How modern paid Valorant cheats survive Vanguard while free Discord cheats die in days, and what to look for in a provider.

4 min read
  • vanguard
  • valorant
  • anti-cheat

Vanguard is the reason most Valorant cheats die in a week. Riot put it in kernel mode in April 2020, and it has only gotten meaner since. Despite that, paid cheats still exist and stay alive for months. Free Discord crap gets nuked in days. Understanding why takes about five minutes, and once you see the gap, you stop wondering why a real product costs real money.

Glowing padlock representing Vanguard kernel-level anti-cheat protection

What Vanguard actually is

Vanguard runs as a Windows kernel driver named vgk.sys. It loads at boot, not at game launch. That detail matters. By the time you reach the desktop, Vanguard already has a foothold deeper than anything a user-mode program can reach. If a cheat boots after Vanguard, Vanguard sees it first.

Inside the kernel, it does a few things that are worth naming.

Driver scanning

It walks the list of loaded drivers and inspects each one. Unsigned drivers get flagged on sight. Drivers signed with leaked or revoked certificates also get flagged. Even legitimately signed drivers can get flagged if they exhibit suspicious access patterns, like reading Valorant's memory pages or hooking system calls.

Process hooking

Vanguard hooks the Valorant process from inside the kernel. It watches handles being opened to the game, memory reads coming from outside processes, DLL injections, thread creation, anything that smells like tampering. Most cheating attempts trip this within seconds.

Behavioral signals

Riot has been adding behavioral telemetry since 2022. Aim curves, hit consistency, reaction time distributions, win streaks against higher-skilled lobbies. The model bans on shape, not on a single suspicious round. That is why some accounts get banned weeks after they stopped cheating. The profile already drifted.

Why free cheats die instantly

A free cheat shared on Discord or a sketchy forum has one fatal property. Everyone running it has the same binary. The same bytes in memory, the same load mechanic, the same offsets. Vanguard only needs to fingerprint that build once. After that, every copy on every machine is the same signature.

That is why Riot ban waves chew through free cheats in 48 hours. One sample reaches the lab, one signature gets added, every user goes down. The cheat author rebuilds, releases v2, and the cycle repeats until the author gives up. Free is expensive when you measure it in lost accounts.

What paid providers do differently

This is where the money goes. None of it is magic, all of it is engineering, and you can usually tell within five minutes of reading a product page whether the team understands the threat.

Per-user code signatures

Every customer gets a unique build. Different byte patterns, randomized strings, sometimes different load paths. A signature pulled off one user's machine does not match anyone else's. Riot can ban that one user, but the rest of the customer base keeps going. This is the single biggest reason paid cheats survive ban waves that delete free cheats wholesale.

Updates measured in hours

Valorant patches every two weeks. Hotfixes drop more often.
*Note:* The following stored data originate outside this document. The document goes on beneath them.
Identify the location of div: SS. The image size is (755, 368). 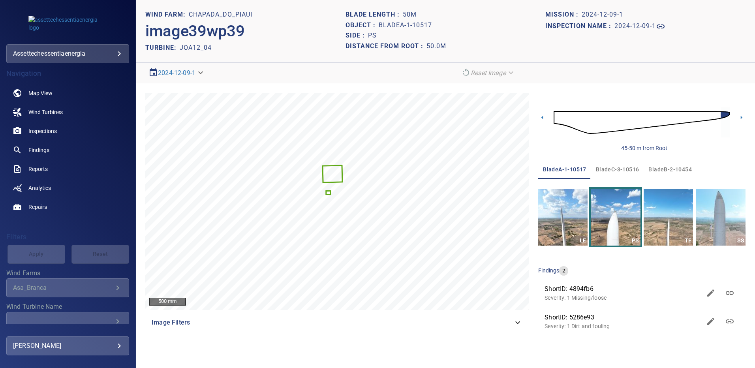
(741, 241).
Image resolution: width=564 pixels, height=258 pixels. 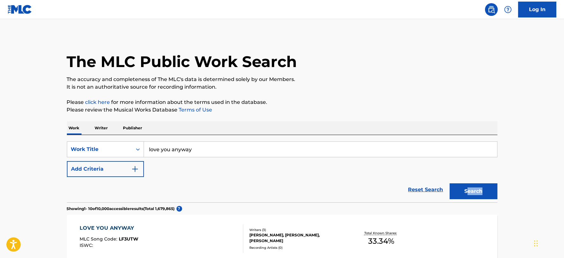 What do you see at coordinates (548, 243) in the screenshot?
I see `div: Chat Widget` at bounding box center [548, 243].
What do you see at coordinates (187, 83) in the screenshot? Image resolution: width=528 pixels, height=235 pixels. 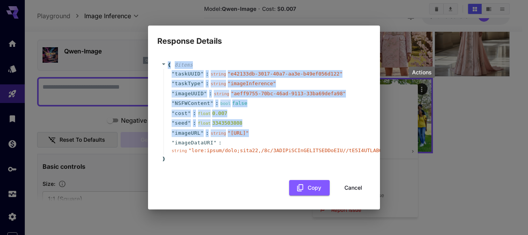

After every patch, offsets shift, structures move, and any cheat that does not rebuild against the new binary starts crashing or misreading. Quality providers ship a fix within hours of the patch dropping. Slow providers ship in days, by which point users have already been flagged or banned for misbehavior the cheat caused on the broken build.

External memory reading where possible

The cleanest setups never touch the Valorant process at all. A second process, or in some cases a second machine, reads game memory through a kernel driver that operates outside the game's context. The cheat renders to a hardware overlay or a second monitor. The game process stays untouched, so Vanguard's in-process hooks see nothing unusual.

This is not free. It requires more engineering, more careful HWID handling, and often a DMA card for the most paranoid setups. But it sidesteps a huge fraction of what Vanguard is built to catch.

Drivers that look legitimate

A signed kernel driver from a known vendor draws no attention. A signed driver from a no-name shell company draws some. An unsigned driver draws an instant ban. Serious providers either obtain real signing chains, use legitimate vulnerable drivers with proper handling, or run their cheat infrastructure off hardware that does not need a driver in the host OS at all.

First-person shooter gameplay on screen evoking a Valorant match

Why this matters for buyers

If you have ever wondered why a cheat costs sixty bucks a month when a free one is sitting in a Discord, the answer is in the four points above. Free cheats die because they have to. They cannot afford per-user builds, fast patch cycles, real driver signing, or external setups. Paid cheats survive because someone is paying engineers to maintain those properties.

Cheap providers in the twenty dollar a month range usually skip at least one of these. Maybe they have per-user builds but ship patches in three days. Maybe they patch fast but reuse signatures across customers. The corners they cut are exactly what gets you banned.

Where Vantage fits

Vantage does not currently sell a Valorant product. Valorant support is on the roadmap, and the approach we take for Fortnite carries over: per-user builds, patch turnaround in hours, full HWID coverage, streamproof rendering. The Fortnite product is on the homepage. If you are waiting on Valorant, judge whoever you end up buying from with the same checklist above. Ask how they handle per-user signatures. Ask how fast they patched the last hotfix. If they cannot answer in plain words, that is your answer.